Housekeeper Ma ignored me.

“Six orders of spaghetti,” she continued. “We’re all having the salad bar. Soup. Seven ice creams. And Coke for everyone.”

The bill came to nearly 300 yuan, or more than a month’s pay for state workers like Driver Liu. I felt terrible. I told her it was too expensive and that she should let me treat.

“I expected to pay 400 yuan,” she said airily.

I finally understood. Housekeeper Ma was redeeming her pride after her ignominious departure. As a correct hostess, she had ordered more than we could possibly finish (and by now I knew better than to try to clean my plate). But she also wanted us to know that she was just fine, thank you. She had opened a tiny convenience store selling soy sauce, cigarettes, toilet paper and instant noodles. Each month, she netted ten times what she had earned at the Diplomatic Service Bureau. The state had tossed Housekeeper Ma out like an old shoe. A year and a half later, she was part of China’s up-and-coming middle class.

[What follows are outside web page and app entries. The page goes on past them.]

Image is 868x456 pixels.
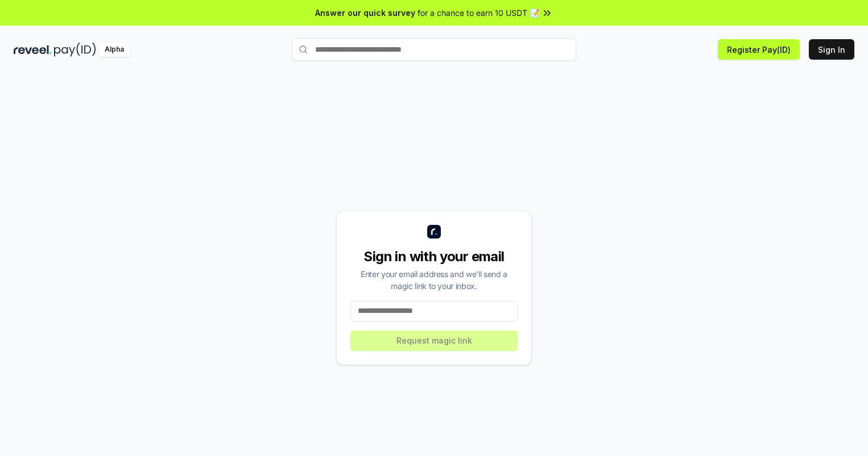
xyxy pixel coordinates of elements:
img: logo_small [427,225,441,239]
span: Answer our quick survey [315,7,416,19]
div: Sign in with your email [350,248,518,266]
img: reveel_dark [13,42,52,57]
div: Alpha [98,42,131,57]
button: Sign In [809,39,855,60]
button: Register Pay(ID) [718,39,800,60]
span: for a chance to earn 10 USDT 📝 [418,7,539,19]
img: pay_id [54,42,96,57]
div: Enter your email address and we’ll send a magic link to your inbox. [350,268,518,292]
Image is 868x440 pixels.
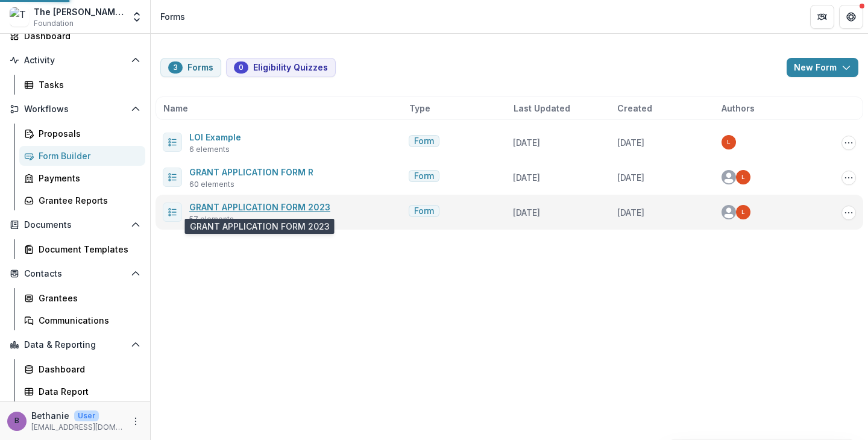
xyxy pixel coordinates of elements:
a: Proposals [19,124,145,143]
a: GRANT APPLICATION FORM 2023 [189,202,330,212]
button: New Form [787,58,858,77]
div: Document Templates [39,243,136,256]
button: More [128,414,143,429]
a: Grantee Reports [19,190,145,210]
div: Data Report [39,385,136,398]
a: Data Report [19,382,145,401]
span: Type [410,101,430,114]
span: Authors [721,101,755,114]
span: Data & Reporting [24,339,126,351]
button: Get Help [838,5,863,29]
span: [DATE] [513,208,540,218]
span: Last Updated [514,101,570,114]
button: Open Contacts [5,264,145,283]
a: Payments [19,168,145,188]
span: Workflows [24,104,126,114]
a: GRANT APPLICATION FORM R [189,167,314,177]
span: 60 elements [189,179,234,190]
span: [DATE] [617,137,644,148]
button: Options [841,171,856,185]
button: Partners [810,5,834,29]
span: 57 elements [189,214,233,225]
a: Form Builder [19,146,145,166]
button: Forms [161,58,221,77]
div: Lucy [742,209,745,215]
button: Open Documents [5,215,145,234]
span: Documents [24,220,126,231]
button: Open Workflows [5,100,145,119]
span: Name [163,101,188,114]
button: Options [841,206,856,220]
nav: breadcrumb [156,7,190,25]
div: Dashboard [39,363,136,375]
div: Dashboard [24,30,136,42]
span: Foundation [34,18,74,29]
button: Open Data & Reporting [5,335,145,354]
div: The [PERSON_NAME] and [PERSON_NAME] Foundation Workflow Sandbox [34,6,124,18]
span: Activity [24,55,126,65]
p: [EMAIL_ADDRESS][DOMAIN_NAME] [31,422,124,433]
span: 0 [239,64,244,72]
a: Communications [19,310,145,330]
span: Form [414,206,434,217]
a: LOI Example [189,132,241,142]
span: Contacts [24,268,126,279]
span: 6 elements [189,144,230,155]
span: [DATE] [513,172,540,183]
div: Form Builder [39,149,136,162]
a: Tasks [19,75,145,95]
div: Forms [161,10,185,23]
span: [DATE] [513,137,540,148]
div: Payments [39,172,136,184]
span: Form [414,137,434,147]
span: Form [414,172,434,182]
div: Proposals [39,127,136,140]
span: [DATE] [617,172,644,183]
div: Communications [39,314,136,327]
svg: avatar [721,205,736,220]
p: Bethanie [31,410,69,422]
div: Lucy [727,139,731,145]
div: Tasks [39,78,136,91]
button: Options [841,136,856,150]
div: Grantees [39,291,136,304]
div: Grantee Reports [39,194,136,207]
img: The Carol and James Collins Foundation Workflow Sandbox [9,7,29,27]
a: Grantees [19,288,145,308]
span: 3 [173,64,178,72]
button: Eligibility Quizzes [226,58,336,77]
span: [DATE] [617,208,644,218]
button: Open Activity [5,51,145,70]
a: Dashboard [19,359,145,379]
div: Bethanie [15,417,19,425]
a: Document Templates [19,239,145,259]
p: User [74,410,99,422]
a: Dashboard [5,26,145,46]
div: Lucy [742,174,745,180]
button: Open entity switcher [128,5,145,29]
svg: avatar [721,170,736,184]
span: Created [617,101,652,114]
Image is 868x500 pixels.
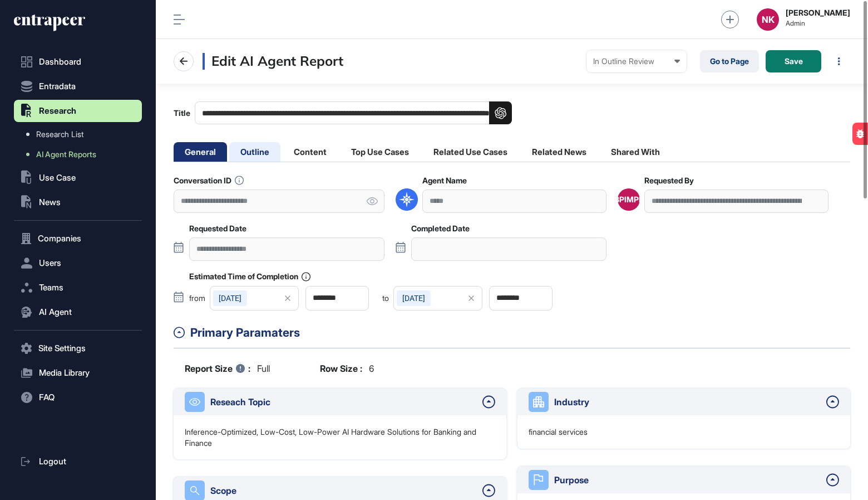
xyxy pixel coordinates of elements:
[20,144,142,164] a: AI Agent Reports
[39,393,54,402] span: FAQ
[203,53,344,69] h3: Edit AI Agent Report
[785,58,803,65] span: Save
[190,323,850,342] div: Primary Paramaters
[36,150,96,158] span: AI Agent Reports
[39,58,82,66] span: Dashboard
[38,234,82,243] span: Companies
[340,142,420,162] li: Top Use Cases
[554,473,821,486] div: Purpose
[39,198,61,206] span: News
[14,386,142,408] button: FAQ
[195,101,512,125] input: Title
[210,395,477,408] div: Reseach Topic
[320,361,362,375] b: Row Size :
[700,50,759,73] a: Go to Page
[600,142,671,162] li: Shared With
[283,142,338,162] li: Content
[766,50,821,73] button: Save
[174,176,244,185] label: Conversation ID
[190,271,311,281] label: Estimated Time of Completion
[39,283,63,292] span: Teams
[14,191,142,214] button: News
[39,173,76,182] span: Use Case
[14,450,142,472] a: Logout
[786,20,850,27] span: Admin
[39,82,76,91] span: Entradata
[174,101,512,125] label: Title
[422,142,518,162] li: Related Use Cases
[39,344,86,352] span: Site Settings
[39,368,90,377] span: Media Library
[411,224,470,233] label: Completed Date
[190,224,246,233] label: Requested Date
[36,130,83,139] span: Research List
[554,395,821,408] div: Industry
[14,301,142,323] button: AI Agent
[174,142,227,162] li: General
[645,176,694,185] label: Requested By
[320,361,374,375] div: 6
[14,227,142,249] button: Companies
[757,8,779,31] button: NK
[396,290,430,306] div: [DATE]
[39,106,76,116] span: Research
[185,361,251,375] b: Report Size :
[39,308,72,316] span: AI Agent
[14,252,142,274] button: Users
[185,361,270,375] div: full
[210,483,477,497] div: Scope
[612,195,646,204] div: IBPIMPM
[229,142,280,162] li: Outline
[39,457,66,465] span: Logout
[39,258,61,267] span: Users
[594,57,680,66] div: In Outline Review
[14,75,142,97] button: Entradata
[382,294,389,302] span: to
[422,176,467,185] label: Agent Name
[20,125,142,144] a: Research List
[521,142,598,162] li: Related News
[14,361,142,384] button: Media Library
[14,276,142,299] button: Teams
[14,100,142,122] button: Research
[528,426,588,437] p: financial services
[14,337,142,359] button: Site Settings
[213,290,247,306] div: [DATE]
[190,294,205,302] span: from
[786,8,850,17] strong: [PERSON_NAME]
[14,50,142,73] a: Dashboard
[14,167,142,189] button: Use Case
[185,426,495,448] p: Inference-Optimized, Low-Cost, Low-Power AI Hardware Solutions for Banking and Finance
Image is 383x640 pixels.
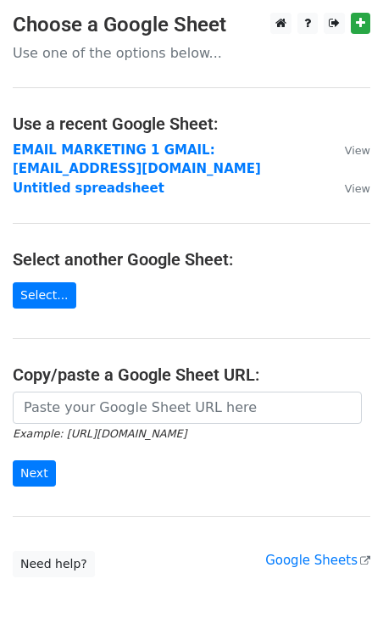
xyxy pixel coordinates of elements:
a: Google Sheets [265,553,370,568]
small: View [345,182,370,195]
a: Select... [13,282,76,308]
strong: EMAIL MARKETING 1 GMAIL: [EMAIL_ADDRESS][DOMAIN_NAME] [13,142,261,177]
h4: Select another Google Sheet: [13,249,370,269]
a: Untitled spreadsheet [13,181,164,196]
input: Paste your Google Sheet URL here [13,392,362,424]
h3: Choose a Google Sheet [13,13,370,37]
a: View [328,181,370,196]
a: EMAIL MARKETING 1 GMAIL:[EMAIL_ADDRESS][DOMAIN_NAME] [13,142,261,177]
a: View [328,142,370,158]
small: View [345,144,370,157]
small: Example: [URL][DOMAIN_NAME] [13,427,186,440]
input: Next [13,460,56,486]
a: Need help? [13,551,95,577]
p: Use one of the options below... [13,44,370,62]
h4: Use a recent Google Sheet: [13,114,370,134]
h4: Copy/paste a Google Sheet URL: [13,364,370,385]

After that lunch, Driver Liu was openly envious. He had thought many times of ditching his iron rice bowl and striking out on his own. Housekeeper Ma’s success was especially galling, for he had always looked down on her. When she was fired, he told me he suspected all along that she was a lowlife.

“Why do you say that?” I asked, annoyed at the rush to judgment.

“She has
two
VCRS
at home,” he said triumphantly, as if that was proof of a porno ring. And in China, it probably often was.

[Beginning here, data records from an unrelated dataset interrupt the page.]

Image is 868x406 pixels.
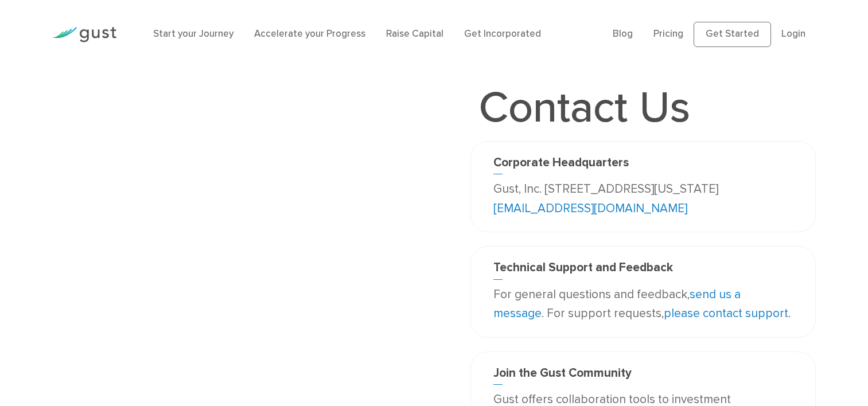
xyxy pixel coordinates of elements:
[471,86,699,130] h1: Contact Us
[386,28,444,40] a: Raise Capital
[653,28,683,40] a: Pricing
[664,306,788,321] a: please contact support
[493,260,793,279] h3: Technical Support and Feedback
[613,28,633,40] a: Blog
[493,201,687,215] a: [EMAIL_ADDRESS][DOMAIN_NAME]
[464,28,541,40] a: Get Incorporated
[781,28,806,40] a: Login
[493,179,793,218] p: Gust, Inc. [STREET_ADDRESS][US_STATE]
[493,366,793,385] h3: Join the Gust Community
[254,28,365,40] a: Accelerate your Progress
[493,285,793,323] p: For general questions and feedback, . For support requests, .
[153,28,233,40] a: Start your Journey
[493,155,793,174] h3: Corporate Headquarters
[694,22,771,47] a: Get Started
[52,27,116,42] img: Gust Logo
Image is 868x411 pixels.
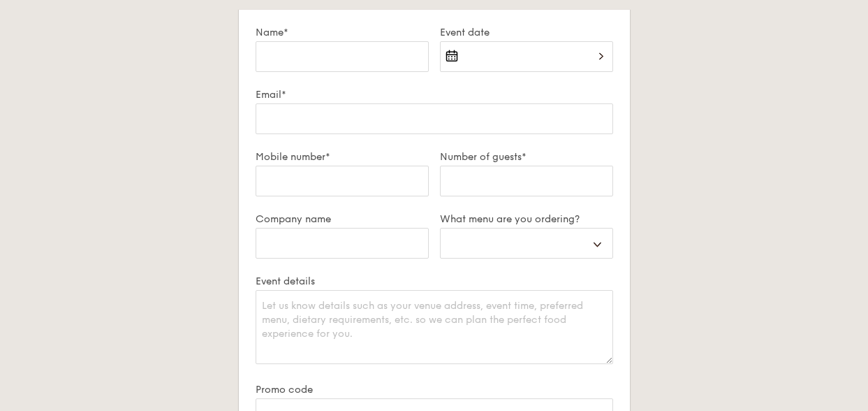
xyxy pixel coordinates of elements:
[255,384,613,396] label: Promo code
[255,276,613,287] label: Event details
[255,26,429,38] label: Name*
[440,26,613,38] label: Event date
[440,213,613,225] label: What menu are you ordering?
[255,213,429,225] label: Company name
[255,151,429,163] label: Mobile number*
[440,151,613,163] label: Number of guests*
[255,290,613,364] textarea: Let us know details such as your venue address, event time, preferred menu, dietary requirements,...
[255,89,613,100] label: Email*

Liu Xinyong was born in 1953 in Beijing, one of seven children in a poor, working-class family. During the Cultural Revolution, he was sent to a bleak state farm near the Soviet border. In 1974, he won the district’s only scholarship to Beijing University. We would have been schoolmates, but the local Communist Party secretary bumped him in favor of his own son. The next year, Liu managed to win the only slot to a technical school, but the same anti-Deng political campaign that ruined my studies obliterated his.

Driver Liu was a Party member but, like Cook Mu, he never revealed that to me himself. (Disclosing Party membership to foreigners was another no-no, according to the forty-two secret rules of conduct.) His brush cut and square-jawed face matched his plain-spoken personality. Whereas other drivers napped whenever they weren’t driving, he was never idle. Besides polishing our car until it sparkled, he cheerfully took charge of paying bills, banking, developing film, mailing letters and buying supplies, all time-consuming chores in a Third World country.

Driver Liu was also one of the best drivers in Beijing which, I guess, wasn’t saying much. At any rate, he never had an accident. But we did seem to attract more than our share of people hitting us. Once, a cyclist, zipping through lanes of traffic, broadsided
us
. He bounced off, picked himself up with an embarrassed grin and disappeared, leaving us stunned, and with a fresh dent in the driver’s door. Another time, in 1990, we were stopped at a red light on the Second Ring Road when a white minibus crashed into the rear of our brand-new Jeep Cherokee, which I had just bought to replace the stolen Toyota. I turned around in time to see the minibus bounce back, rear up and smash into us again. For a split second, I thought plainclothes police were trying out a new way to kill us.

Driver Liu’s sunglasses flew off. So did Yan Yan’s earrings. I was in my eighth month of pregnancy, but my seatbelt saved me, and Ben. The back seat buckled under the impact, and the force of the crash pushed us several yards forward. Luckily, Driver Liu had the hand brake on, or we would have flattened a few pedestrians. Three peasants emerged from the white van, shaken but unhurt. Their brakes had failed, they explained apologetically. I asked if they had insurance. They didn’t. But they said they were pretty good at repairs and offered to fix our Jeep, free. I declined.